As with lots of hobby projects, things could just drag on without much progress, if you don't sit down and just do it. It was the same situation with Weblabor.hu, the site which got me to use and heavily contribute to Drupal (4.3 originally). Unfortunately I only had the time to keep updating the site up to Drupal 4.6 and the long cycle around Drupal 4.7 and my heavy involvement with other things (such as finishing off studying for my MsC degree) dragged me away from taking care of the site.
Almost two years ago, I have started to work on an upgrade of the site to Drupal 5. That was "of course" never complete, so early this year, I've started to push for updating it to Drupal 6 finally, and got momentum among the other editors/managers of the site, so we worked hard in the little spare time we had to get it to launch. Our efforts reached the actual live upgrade this past weekend.
This site helped me fix up and enhance commentrss module and Localization client over the past two years, directly benefiting the community. As far as our custom modules go, it was a bit frightening effort to port our custom Drupal 4.6 modules to Drupal 5, however it was a piece of cake to port Drupal 5 modules to Drupal 6 with coder module.
Because our first priority was to relaunch on Drupal 6 instead of 4.6, we dropped some of the less used features, avoided toying too much on the design, and concentrated on retaining data and getting the site run on a modern backend system finally.

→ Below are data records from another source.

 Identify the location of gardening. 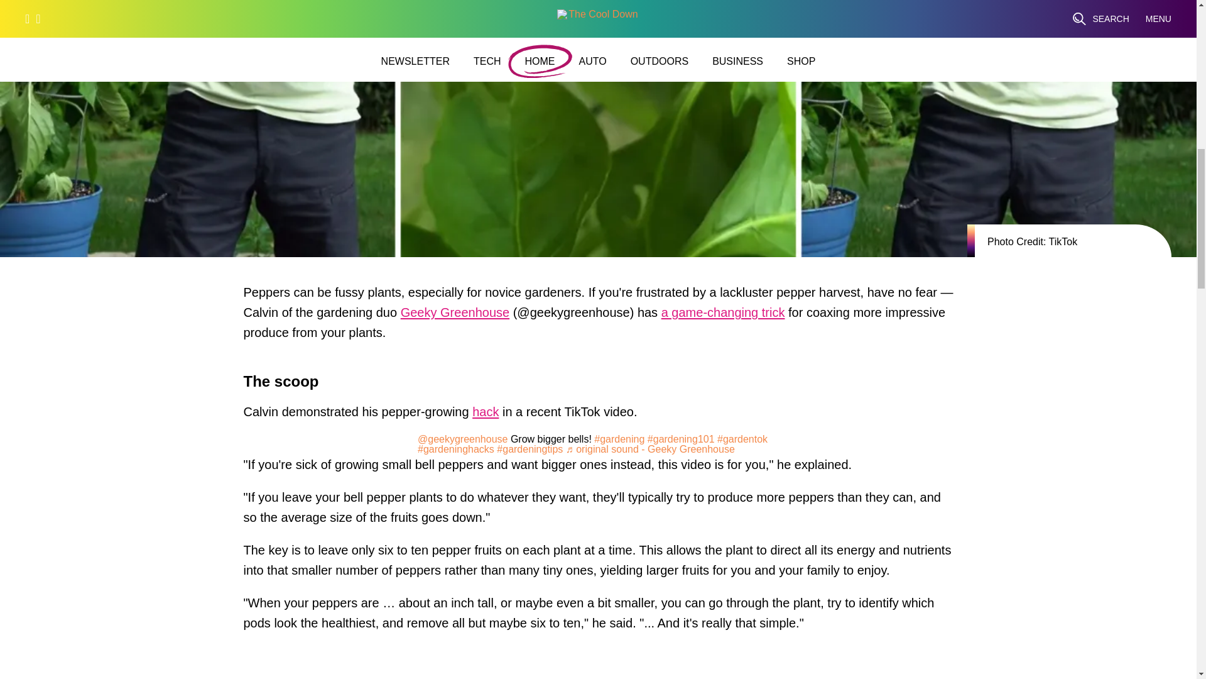
(619, 439).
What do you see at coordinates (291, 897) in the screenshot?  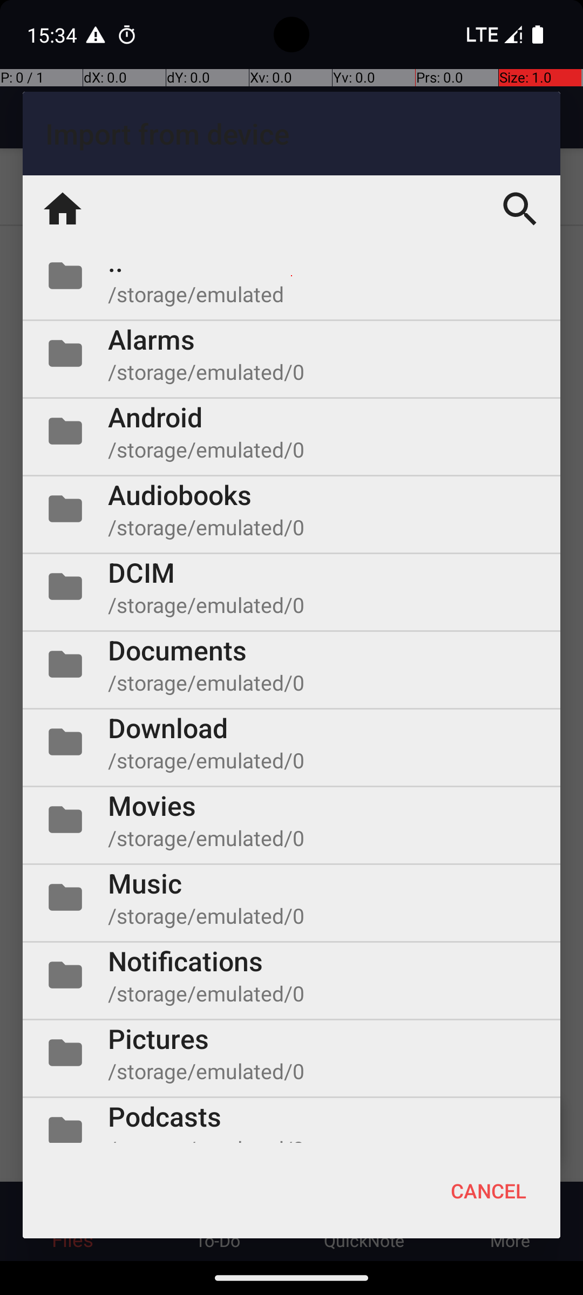 I see `Folder Music ` at bounding box center [291, 897].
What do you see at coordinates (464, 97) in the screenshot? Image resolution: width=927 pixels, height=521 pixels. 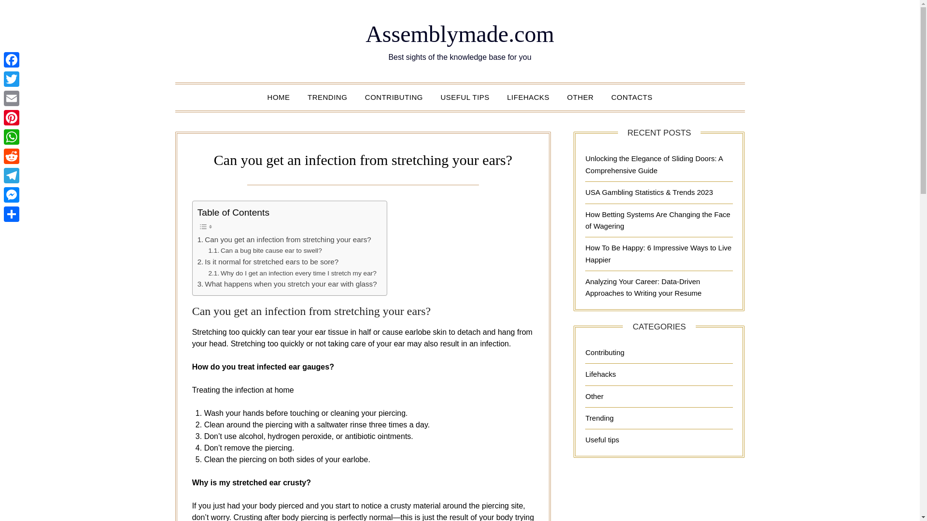 I see `USEFUL TIPS` at bounding box center [464, 97].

One interesting thing I developed way back in 2007 however was the direct update mechanism. Drupal 6 lacks some of the old update functions, so I needed to copy them back, and there were two places where I needed to patch the old update functions (avoid menu_rebuild() too early before the new menu system is in place and avoid calling node types from the database before they are in there), but otherwise it was a great experience to just copy the old Drupal 4.6 database, hit update.php and the whole update process just run.
Due to the timing of our update efforts (and our diligence to update to the latest and greatest Drupal versions, given that we might not have time to do so for some time again), we were in the unfortunate position to never be able to use CCK and Views, due to no stable releases available of these fine modules. So if you expect a nice use case of porting 4.6 custom stuff to CCK and Views, I need to disappoint you. What we did, is that we ported custom node types to the build it node type system, we ported our custom file upload code to the since then built in upload system and a custom filter for Drupal 6, so that our attachments included in posts will still work. We kept custom code to list stuff in our jobs section or in our books area though. In cases when modules were available however, it was just so nice to be able to get new features developed through the past years by others. Oh, the wonders of building on an open source framework!
One interesting tidbit is that we keep using the tracker style which was available way back up to March 2004. This old style tracker lists comments to a post, compared to just listing their numbers in a boring table. This also allows displaying individual read information for users, as shown on the picture. To my best knowledge, this was removed due to performance reasons. Querying all related comments for all displayed nodes takes some power for sure. What we did to remedy part of the issue is to hide most read comments on long threads for logged in users, so they get a more compact view and the site eats less power.
We almost kept our self-promise to not add new features. One small new feature we've added however is of great help to site admins. Inspired by Flickr's in place title and description editing and by the doubleclick Drupal module, we've developed in-place editing for node titles, so we can touch up quickly on mistakes and typos. This feature consists of a little bit of code on the theme to mark up editable titles, JavaScript to replace titles with an input field, some AJAX to send it over to the server and a very small module to save the node title coming in (if the user has permission to change node titles). It would be a piece of cake to contribute to the dblclick module but the only problem with it is that it is heavily theme dependent. How you put the input field into the page depends highly on the markup used to display node titles, and that could vary quite a bit on different sites. I'll try to find the time to write up an article about it though.
I am happy to see almost two years of little bits of spare time work pay off, and I am hopeful our efforts will help put Weblabor.hu on a growth path again.
Ps. The logo in the site header is one we actually created in real life (although it did not become as good as we hoped it will be).